ABSTRACT

Because popularity is commonly equated with escapism and triviality, blockbusters have either been shunned or dismissed by most academic film scholars as calculated exercises in profit-making. This is in contrast to the work of an auteur like Orson Welles, who receives an enormous amount of critical attention but whose films were commercial failures. However, those who dismiss blockbusters as exercises in profit-making fail to understand the New Hollywood's mode of production. Rather than the assembly-line production of the Old Hollywood, where stars, directors and technicians were tied to long-term contracts, in the New Hollywood talent is hired on a film-by-film basis. As a result, power has shifted to the deal-makers (the agents), who can attract and package talent around individual projects and films. The shift from assembly-line production to dealmaking has had another effect: more and more money goes into the making of fewer and fewer films.
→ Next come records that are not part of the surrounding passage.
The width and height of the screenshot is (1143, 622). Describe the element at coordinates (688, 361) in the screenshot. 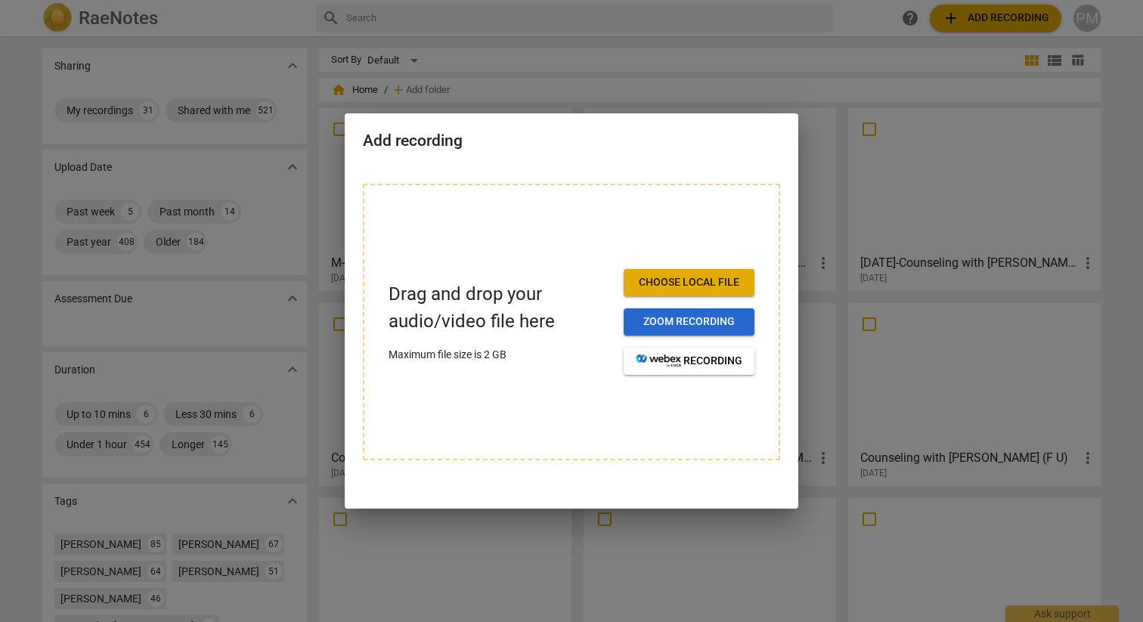

I see `span: recording` at that location.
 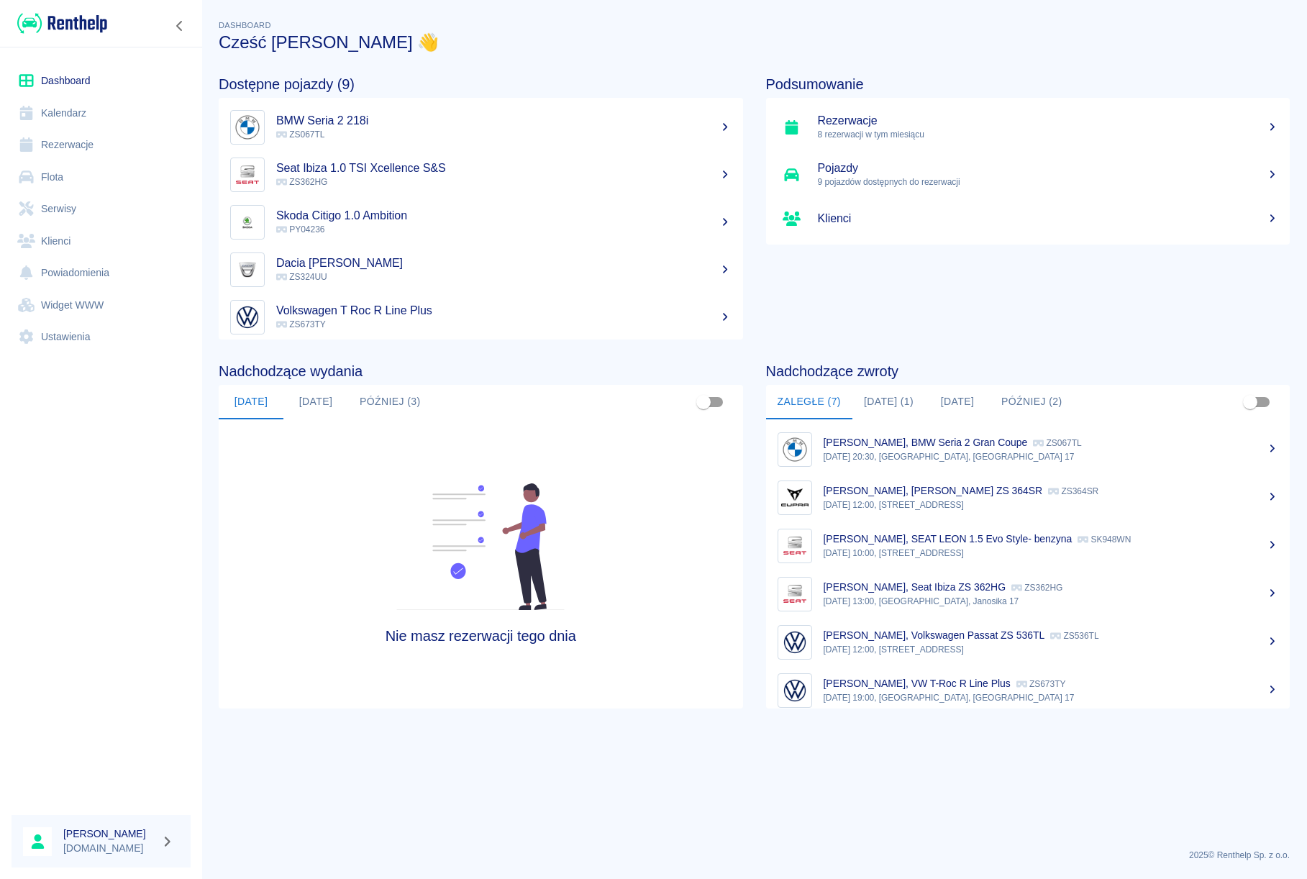 I want to click on p: SK948WN, so click(x=1104, y=539).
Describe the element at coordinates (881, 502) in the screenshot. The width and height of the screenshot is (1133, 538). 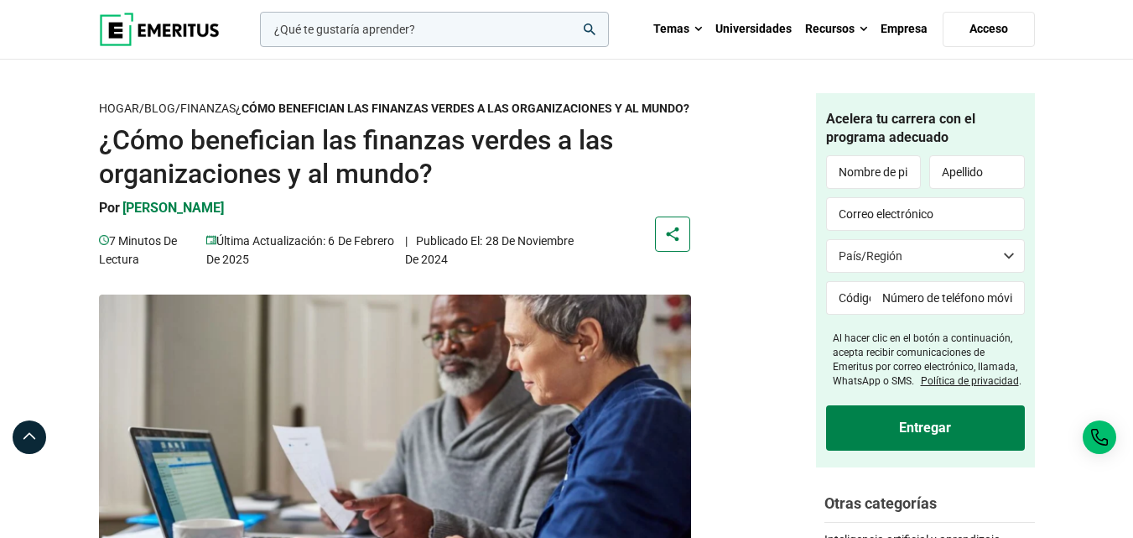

Consequently, the films that are produced need to make enormous amounts of money in order to recoup their costs. 2

So, expensive blockbusters are central to the output of modern Hollywood. But what, aside from costs, are their dominant characteristics? How are they able to attract, engage and entertain millions of people? One dominant characteristic of the blockbuster is its mode of address. As Timothy Corrigan has pointed out, the blockbuster, in contrast to the small-scale independent feature, is aimed at an

undifferentiated popular audience rather than at any particular sector of the viewing population. 3 It addresses this audience by means of a mix of genres - often combining action-adventure with comedy, drama, romance, science-fiction and the like - and by means of a remodelling of character and plot. Many critics argue that, in comparison with Old Hollywood, New Hollywood films are not structured in terms of a psychologically motivated cause-effect narrative logic, but in terms of loosely linked, self-sustaining action sequences often built around spectacular stunts, stars and special effects. Complex character traits and character development, they argue, have been replaced by one-dimensional stereotypes, and plot-lines are now devised almost solely to link one action sequence to the next. Narrative complexity is sacrificed on the altar of spectacle. Narration is geared solely to the effective presentation of expensive effects.